**ACTIVITY**
A verbatim copy is needed of the lines below from the one containing "The height and" up to and including the one containing "pyautogui.click(x=<x>, y=<y>)", excluding pictures.
RECORDED DATA Block Start
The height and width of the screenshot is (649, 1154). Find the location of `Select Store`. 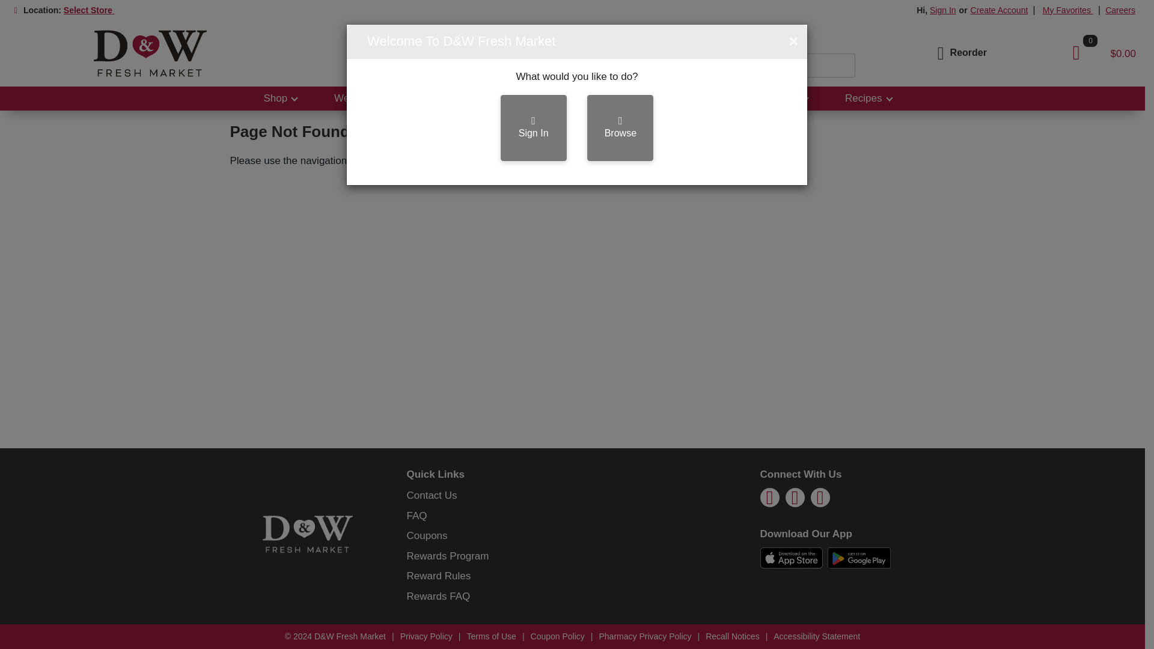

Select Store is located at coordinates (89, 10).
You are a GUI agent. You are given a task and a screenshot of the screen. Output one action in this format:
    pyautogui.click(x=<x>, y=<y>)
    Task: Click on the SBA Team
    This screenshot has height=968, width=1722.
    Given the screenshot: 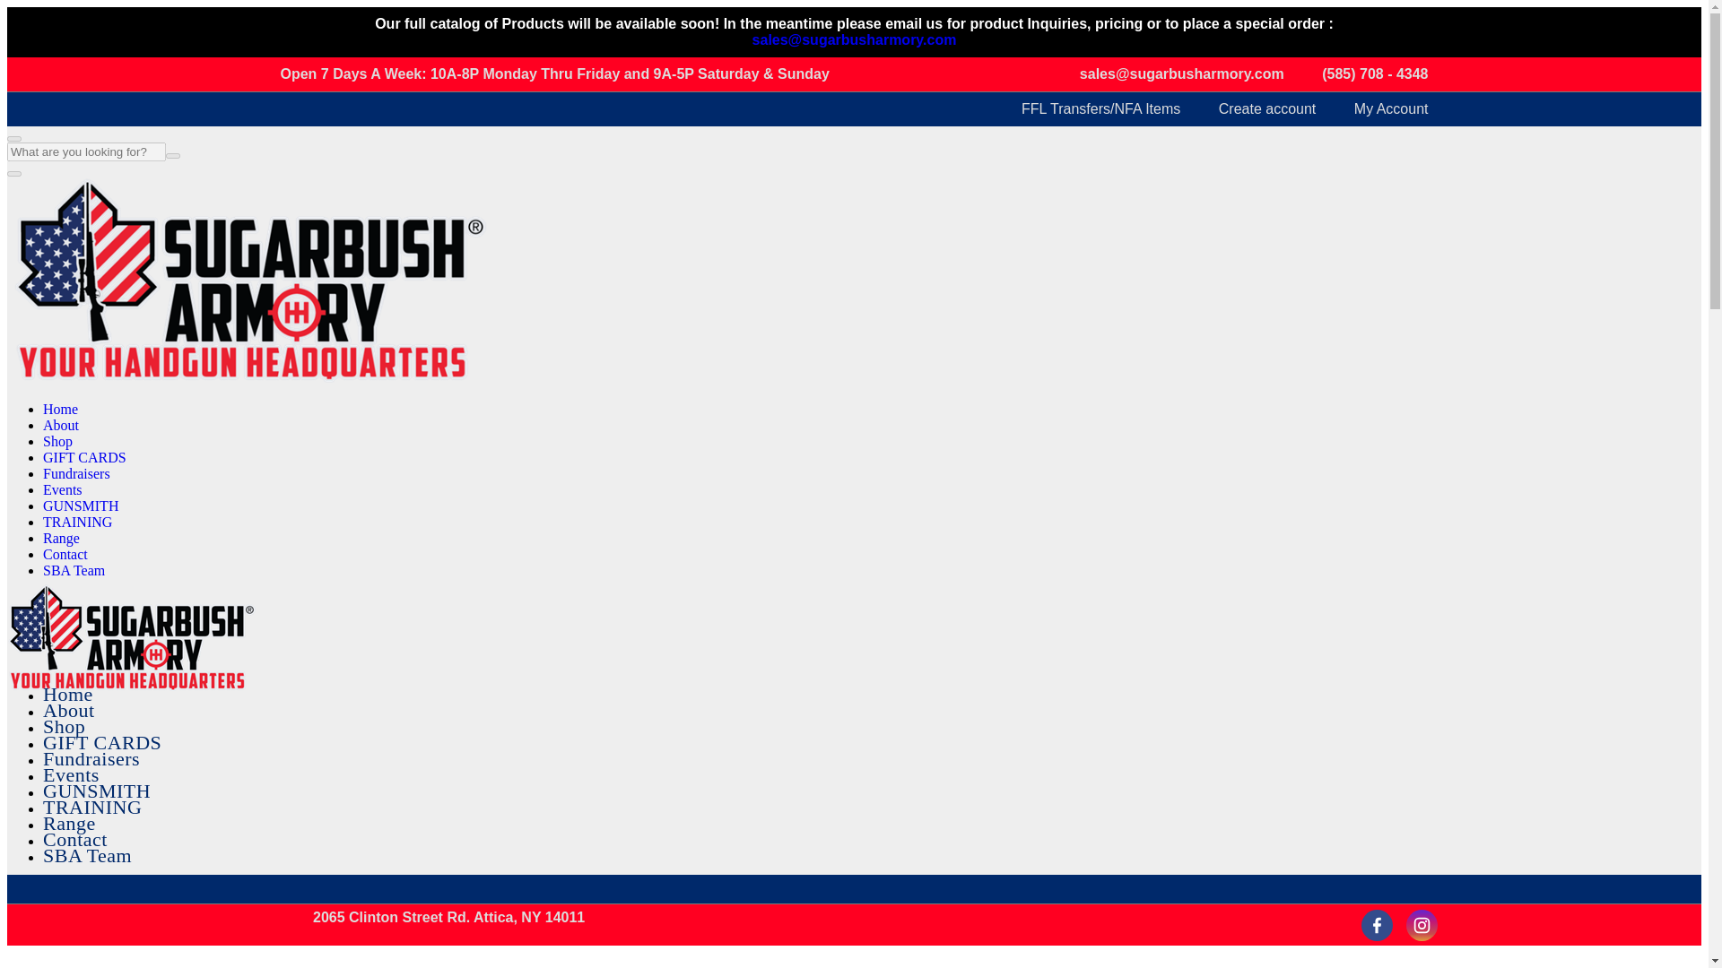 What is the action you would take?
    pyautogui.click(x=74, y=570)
RECORDED DATA Block End
RECORDED DATA Block Start
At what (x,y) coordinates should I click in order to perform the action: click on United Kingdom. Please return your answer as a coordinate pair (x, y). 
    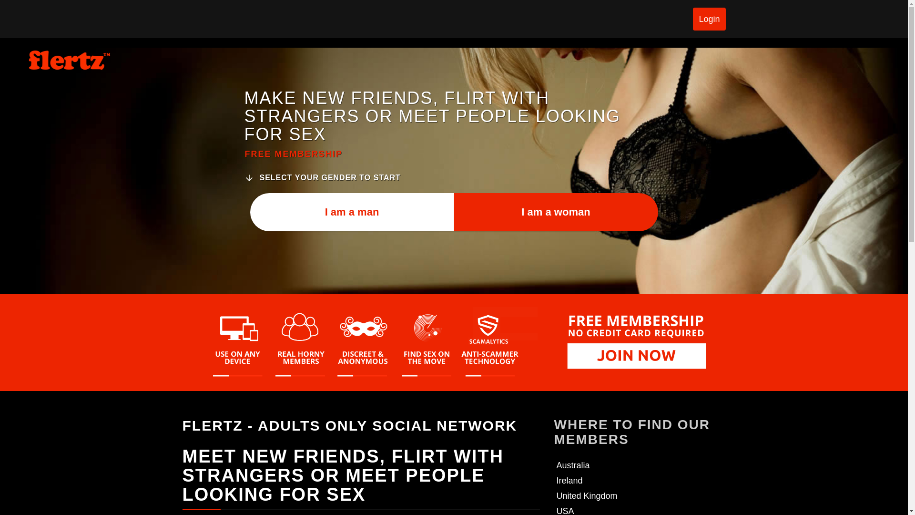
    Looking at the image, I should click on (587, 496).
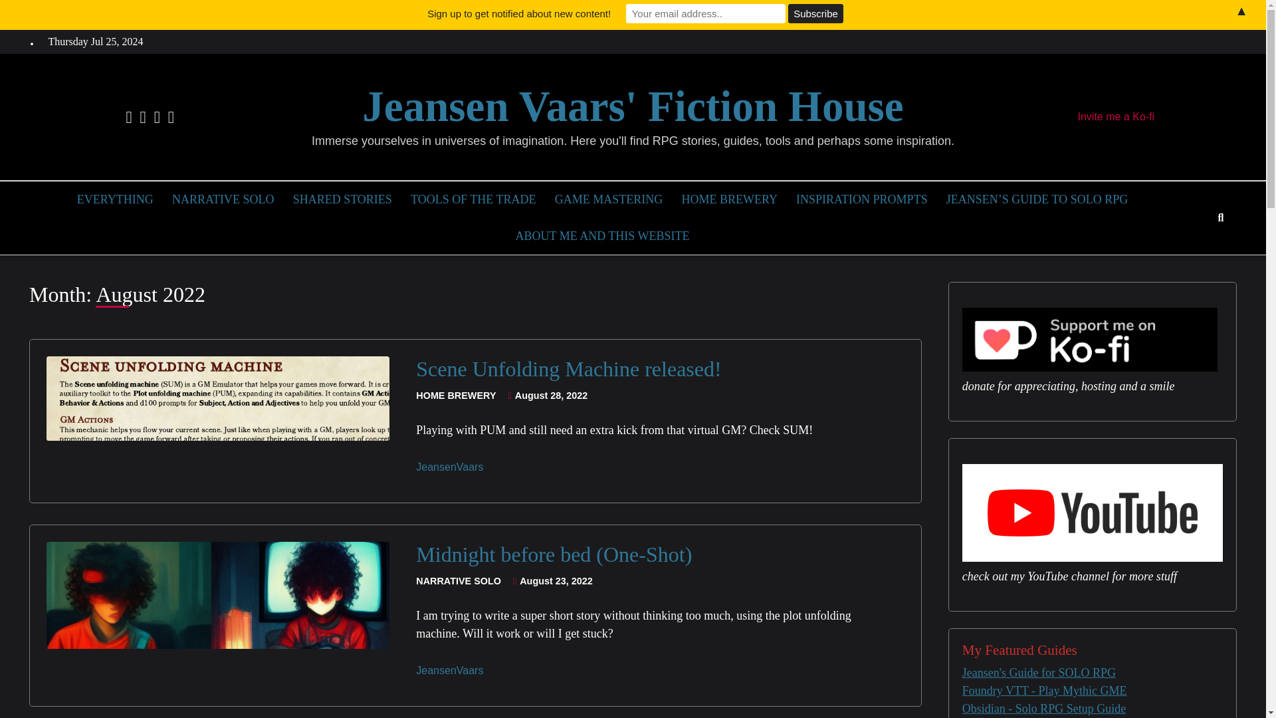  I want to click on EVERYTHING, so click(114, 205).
RECORDED DATA Block End
**WRITTEN ANSWER**
The height and width of the screenshot is (649, 1154). Find the location of `Select Store`. 

Select Store is located at coordinates (89, 10).
You are a GUI agent. You are given a task and a screenshot of the screen. Output one action in this format:
    pyautogui.click(x=<x>, y=<y>)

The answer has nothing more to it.